Once during a weekly staff meeting at hospice, we were asked what we must let go of when facing death. Mary, one of the other therapists answered, “Well, for starters, we have to drop our idea of who we are.” I don’t know what the other therapists thought of what she said, but her answer resonated with me. I had been attending courses at an ashram in India on my vacations from work, and this was exactly what we were being taught there. We were learning to let go of our limited idea of who we are. Although the courses weren’t about facing physical death, they were about dropping our pre-conceived ideas of who we were and what it meant to become “enlightened.” For me and many other spiritual seekers who came to the ashram, especially the Westerners, the experience there was not at all what we had anticipated. We had expected to get somewhere, to become someone other than who we were. Instead of “gaining” enlightenment, we had to release our misguided notions of ourselves and what we thought we were searching for.
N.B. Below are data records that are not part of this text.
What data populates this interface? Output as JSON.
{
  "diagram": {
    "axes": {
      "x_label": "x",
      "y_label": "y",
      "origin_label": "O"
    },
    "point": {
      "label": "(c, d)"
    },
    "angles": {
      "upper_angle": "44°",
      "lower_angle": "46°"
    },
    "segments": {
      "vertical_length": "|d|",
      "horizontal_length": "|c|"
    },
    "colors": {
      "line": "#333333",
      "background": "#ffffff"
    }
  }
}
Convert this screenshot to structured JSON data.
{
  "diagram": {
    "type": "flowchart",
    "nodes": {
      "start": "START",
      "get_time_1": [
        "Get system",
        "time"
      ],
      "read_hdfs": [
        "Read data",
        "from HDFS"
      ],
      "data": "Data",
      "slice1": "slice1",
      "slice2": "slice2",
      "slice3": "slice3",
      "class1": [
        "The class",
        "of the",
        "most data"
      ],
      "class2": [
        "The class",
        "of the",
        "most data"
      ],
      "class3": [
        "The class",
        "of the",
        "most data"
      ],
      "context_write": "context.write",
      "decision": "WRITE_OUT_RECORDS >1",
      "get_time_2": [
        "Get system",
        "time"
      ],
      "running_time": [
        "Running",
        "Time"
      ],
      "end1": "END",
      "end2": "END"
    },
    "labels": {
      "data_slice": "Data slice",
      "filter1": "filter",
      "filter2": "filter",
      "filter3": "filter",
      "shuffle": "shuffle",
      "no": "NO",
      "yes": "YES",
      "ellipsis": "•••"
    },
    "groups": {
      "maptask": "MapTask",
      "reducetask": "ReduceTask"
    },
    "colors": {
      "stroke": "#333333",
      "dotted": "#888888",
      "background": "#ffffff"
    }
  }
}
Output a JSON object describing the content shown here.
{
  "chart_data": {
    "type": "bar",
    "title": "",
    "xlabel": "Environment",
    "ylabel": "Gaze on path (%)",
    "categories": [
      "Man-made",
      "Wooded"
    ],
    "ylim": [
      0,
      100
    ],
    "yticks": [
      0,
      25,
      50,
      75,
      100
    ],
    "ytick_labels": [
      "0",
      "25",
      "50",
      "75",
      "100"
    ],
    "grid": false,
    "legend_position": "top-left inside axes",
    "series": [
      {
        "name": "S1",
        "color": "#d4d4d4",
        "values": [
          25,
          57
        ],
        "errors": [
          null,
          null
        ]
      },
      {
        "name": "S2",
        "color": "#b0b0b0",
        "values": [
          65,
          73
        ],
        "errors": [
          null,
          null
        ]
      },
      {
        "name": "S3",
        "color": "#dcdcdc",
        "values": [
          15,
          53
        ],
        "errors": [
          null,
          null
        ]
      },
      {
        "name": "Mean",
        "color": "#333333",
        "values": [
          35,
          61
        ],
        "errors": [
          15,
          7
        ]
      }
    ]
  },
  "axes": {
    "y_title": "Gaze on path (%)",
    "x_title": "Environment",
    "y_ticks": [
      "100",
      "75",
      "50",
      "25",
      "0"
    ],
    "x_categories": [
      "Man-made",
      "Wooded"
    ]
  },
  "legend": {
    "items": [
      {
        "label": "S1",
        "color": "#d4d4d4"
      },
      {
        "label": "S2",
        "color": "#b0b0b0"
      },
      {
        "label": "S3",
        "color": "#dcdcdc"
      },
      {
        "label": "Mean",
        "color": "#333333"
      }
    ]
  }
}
“First of all, there is no person to become enlightened,” they told us. “Personalities are constantly arising and receding, so which one is going to become enlightened?” There is no individual or personal enlightenment. Becoming awakened isn’t something we can check off our to-do list. In fact, they pointed out, it is impossible to become something we already are. Just like facing death, the spiritual path is a process of letting go of limited concepts and beliefs about who we think we are so that we can be who we truly are. Mary’s answer at the staff meeting contained a profound truth.
Throughout the years working at hospice, I made several pilgrimages to India—a culture that has sought for thousands of years to crack the code of human existence. I was first drawn to Indian spirituality in the sixties at fifteen, after reading Gandhi’s autobiography and taking a yoga class at a neighbor’s house down the street, long before yoga became part of mainstream culture in the West. It was decades, though, before India finally opened her doors to me. The experiences there, visiting sacred sites and studying with spiritual teachers, brought about both subtle and profound changes that opened up new dimensions of my life and helped make sense of the years working at hospice, immersed in death.
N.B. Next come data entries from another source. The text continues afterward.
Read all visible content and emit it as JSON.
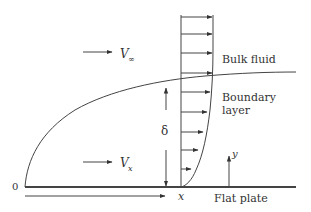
{
  "figure": {
    "type": "boundary-layer-over-flat-plate",
    "labels": {
      "freestream_velocity": "V",
      "freestream_subscript": "∞",
      "local_velocity": "V",
      "local_subscript": "x",
      "bulk_fluid": "Bulk fluid",
      "boundary_layer_line1": "Boundary",
      "boundary_layer_line2": "layer",
      "thickness": "δ",
      "origin": "0",
      "x_axis": "x",
      "y_axis": "y",
      "plate": "Flat plate"
    },
    "colors": {
      "line": "#444444",
      "text": "#333333",
      "background": "#ffffff"
    }
  }
}
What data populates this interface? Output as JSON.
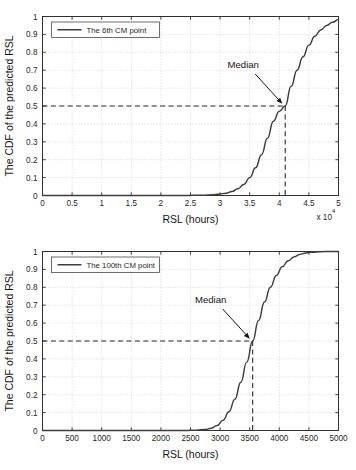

Our life, just as it is, is our path to awakening. It’s important for those of us on a spiritual journey to recognize that, while we can learn from others’ experiences and knowledge along the way, we are each traveling our own unique path to greater wholeness, freedom, and contentment. Our lives are specifically designed for our awakening. As one of our teachers explained, there are as many forms of enlightenment as there are individuals on Earth. It is so important that we allow others to be where they are on their own inner journey, and it is just as important to allow ourselves to be where we are in our own development.
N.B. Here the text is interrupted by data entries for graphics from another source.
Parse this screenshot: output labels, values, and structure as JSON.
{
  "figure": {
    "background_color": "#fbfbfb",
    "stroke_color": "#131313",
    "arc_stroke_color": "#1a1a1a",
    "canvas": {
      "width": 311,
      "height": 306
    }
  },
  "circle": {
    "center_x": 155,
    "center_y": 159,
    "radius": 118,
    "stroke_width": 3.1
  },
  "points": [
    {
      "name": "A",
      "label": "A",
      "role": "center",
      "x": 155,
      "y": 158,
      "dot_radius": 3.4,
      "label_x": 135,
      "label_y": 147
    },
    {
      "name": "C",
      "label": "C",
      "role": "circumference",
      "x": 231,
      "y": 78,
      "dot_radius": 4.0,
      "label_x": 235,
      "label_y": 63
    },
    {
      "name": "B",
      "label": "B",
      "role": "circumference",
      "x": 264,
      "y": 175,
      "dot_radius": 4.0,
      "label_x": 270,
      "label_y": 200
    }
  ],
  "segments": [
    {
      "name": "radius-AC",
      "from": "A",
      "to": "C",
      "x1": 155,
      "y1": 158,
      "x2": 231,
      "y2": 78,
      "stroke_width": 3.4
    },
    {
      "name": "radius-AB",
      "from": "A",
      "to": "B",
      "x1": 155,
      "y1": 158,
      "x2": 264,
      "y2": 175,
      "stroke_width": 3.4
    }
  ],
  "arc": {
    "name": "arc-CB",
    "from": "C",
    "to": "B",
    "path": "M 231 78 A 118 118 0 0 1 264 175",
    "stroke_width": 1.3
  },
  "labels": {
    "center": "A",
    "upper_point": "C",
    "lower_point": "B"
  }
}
When I first met Stu, one of my spiritual mentors, I had been on the spiritual path for many years and thought I should be farther along in the process. He explained that the mind cannot judge our own or another person’s spiritual development because spiritual growth occurs on a level the mind has no access to. A common misconception about the spiritual path is the idea that because some popular spiritual teachers in the West seem to have experienced spontaneous awakenings, we should expect the same. Our teachers explained this is not necessarily the norm. They told us that most of us will experience a more gradual awakening. In India it is recognized that enlightenment requires multiple lifetimes. Just like in the material world, there are no shortcuts, no quick fixes in terms of spiritual development. And if we haven’t done the work, we don’t even know what is involved. It is easy to mistakenly believe we can magically skip over the effort needed to attain the level of consciousness of a master. Traveling our own unique path is the only way we can know what is required of us.
To evolve spiritually does require something of us. And, at the same time, paradoxically, we are right where we need to be right now. The mind tries to convince us otherwise. It cooks up any number of stories about why we’re not OK where we are, why we need to be somewhere else. Striving toward some end product, such as enlightenment or awakening (which is actually just a concept in the mind) only creates a sense of unrest and disappointment that we haven’t arrived yet. As the masters remind us, no matter what the mind tells us, we are always nothing more or less than the totality, nothing more or less than perfectly ourselves. One thing that is required on the path is learning to embrace paradox and uncertainty.
Can we release our concepts of how our lives should be and simply live what is? And can we recognize that although the knowledge of our own mortality follows us throughout our lives, we don’t need to be facing our immanent death to, as Mary said in that staff meeting, “drop our idea of who we are.”
Consider This: There is nowhere else to be other than where you are right now on your sacred life journey.